With difficulty, aided by the infantry, they dragged the cannon uphill, and halted on reaching the village of Guntersdorf. It was by now so dark that one could not distinguish the soldiers’ uniforms ten paces away, and the firing had begun to subside. All of a sudden there came the sound of firing and shouts again close by on the right side. The flash of the shots could be seen in the darkness. This was the last attack of the French. It was met by the soldiers in ambush in the houses of the village. All rushed out of the village again, but Tushin’s cannons could not move, and the artillerymen, Tushin, and the ensign looked at one another in anticipation of their fate. The firing on both sides began to subside, and some soldiers in lively conversation streamed out of a side street.
“Not hurt, Petrov?” inquired one.
“We gave it them hot, lads. They won’t meddle with us now,” another was saying.
“One couldn’t see a thing. Didn’t they give it to their own men! No seeing for the darkness, mates. Isn’t there something to drink?”
The French h
ad been repulsed for the last time. And again, in the complete darkness, Tushin’s cannons moved forward, surrounded by the infantry, who kept up a hum of talk.

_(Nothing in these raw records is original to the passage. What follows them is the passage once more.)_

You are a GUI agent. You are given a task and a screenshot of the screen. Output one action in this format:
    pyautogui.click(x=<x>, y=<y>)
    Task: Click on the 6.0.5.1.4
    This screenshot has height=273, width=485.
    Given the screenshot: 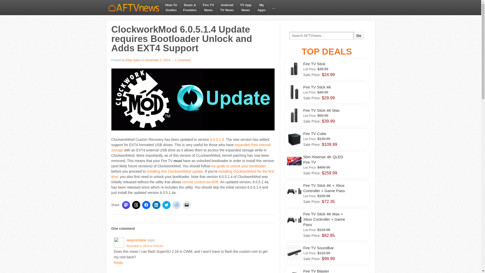 What is the action you would take?
    pyautogui.click(x=217, y=139)
    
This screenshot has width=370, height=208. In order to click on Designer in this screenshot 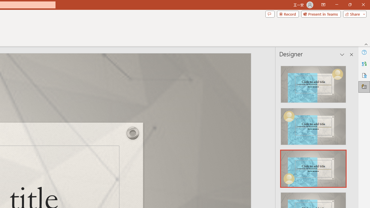, I will do `click(364, 87)`.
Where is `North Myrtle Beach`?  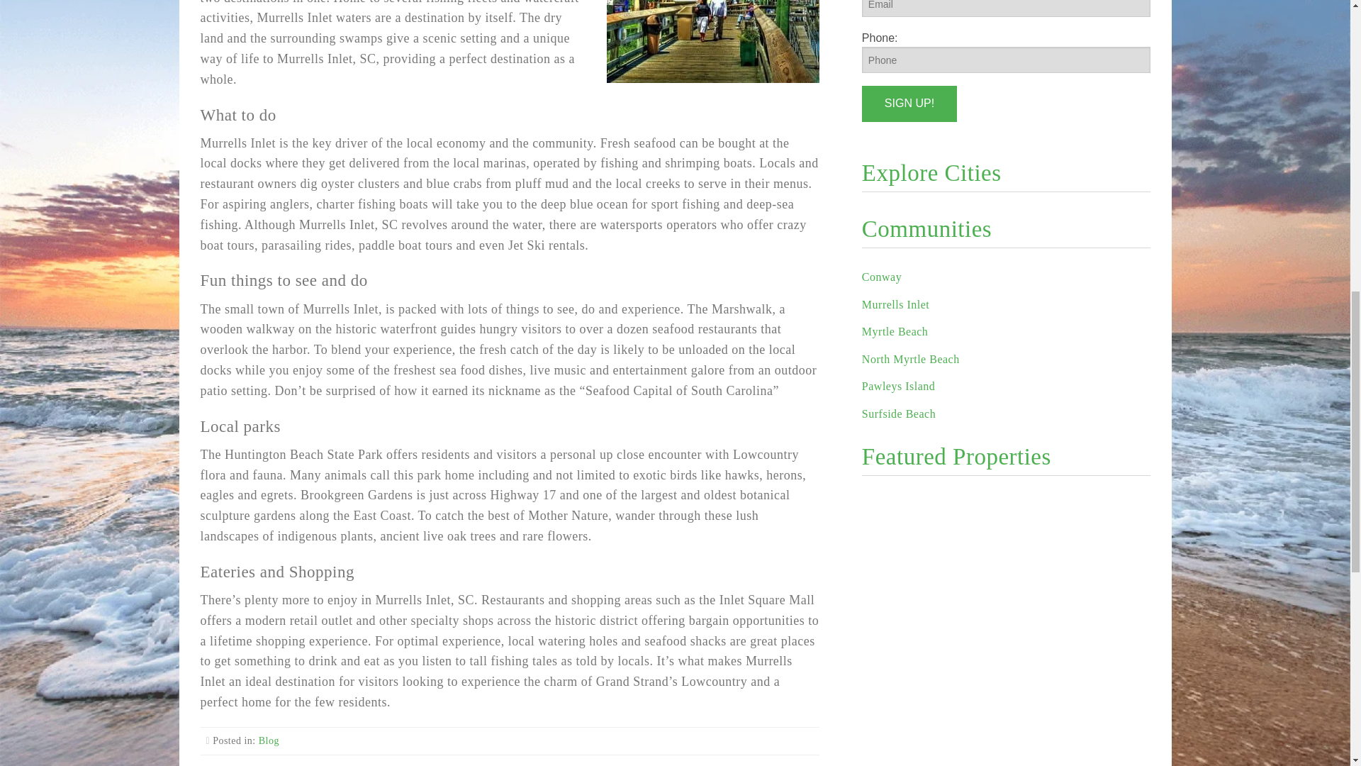 North Myrtle Beach is located at coordinates (910, 359).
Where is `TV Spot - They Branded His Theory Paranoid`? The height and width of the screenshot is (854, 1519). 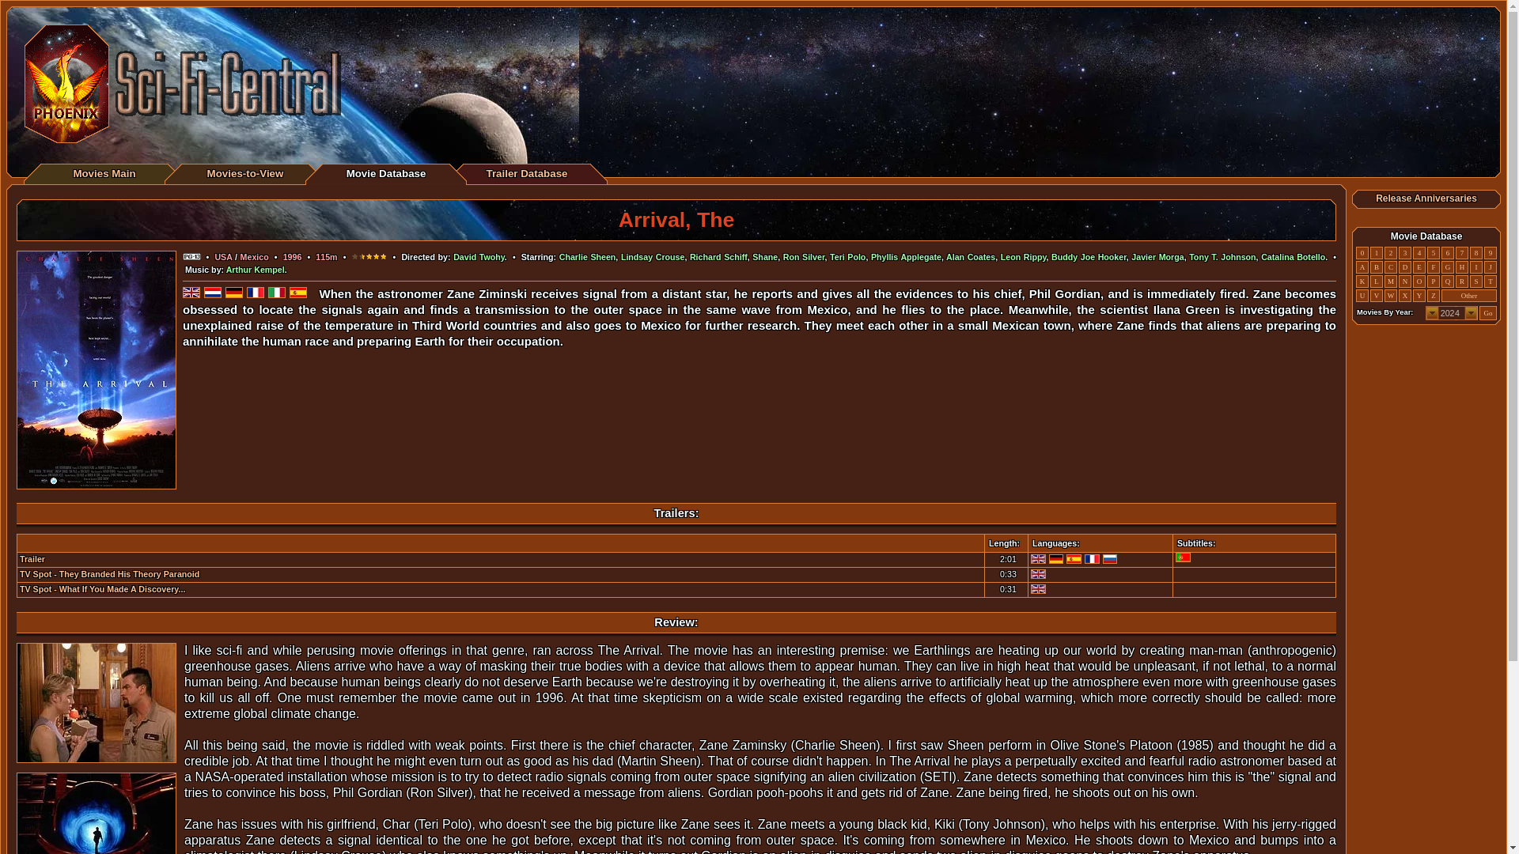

In the darkness they flowed on like an unseen, gloomy river always in the same direction, with a buzz of whisper and talk and the thud of hoofs and rumble of wheels. Above all other sounds, in the confused uproar, rose the moans and cries of the wounded, more distinct than anything in the darkness of the night. Their moans seemed to fill all the darkness surrounding the troops. Their moans and the darkness seemed to melt into one. A little later a thrill of emotion passed over the moving crowd. Some one followed by a suite had ridden by on a white horse, and had said something as he passed.
“What did he say? Where we are going now? To halt, eh? Thanked us, what?” eager questions were heard on all sides, and the whole moving mass began to press back on itself (the foremost, it seemed, had halted), and a rumour passed through that the order had been given to halt. All halted in the muddy road, just where they were.
Fires were lighted and the talk became more audible. Captain Tushin, after giving instructions to his battery, sent some of his soldiers to look for an ambulance or a doctor for the ensign, and sat down by the fire his soldiers had lighted by the roadside. Rostov too dragged himself to the fire. His whole body was trembling with fever from the pain, the cold, and the damp. He was dreadfully sleepy, but he could not go to sleep for the agonising pain in his arm, which ached and would not be easy in any position. He closed his eyes, then opened them to stare at the fire, which seemed to him dazzling red, and then at the stooping, feeble figure of Tushin, squatting in Turkish fashion near him. The big, kindly, and shrewd eyes of Tushin were fixed upon him with sympathy and commiseration. He saw that Tushin wished with all his soul to help him, but could do nothing for him.
On all sides they heard the footsteps and the chatter of the infantry going and coming and settling themselves round them. The sound of voices, of steps, and of horses’ hoofs tramping in the mud, the crackling firewood far and near, all melted into one fluctuating roar of sound.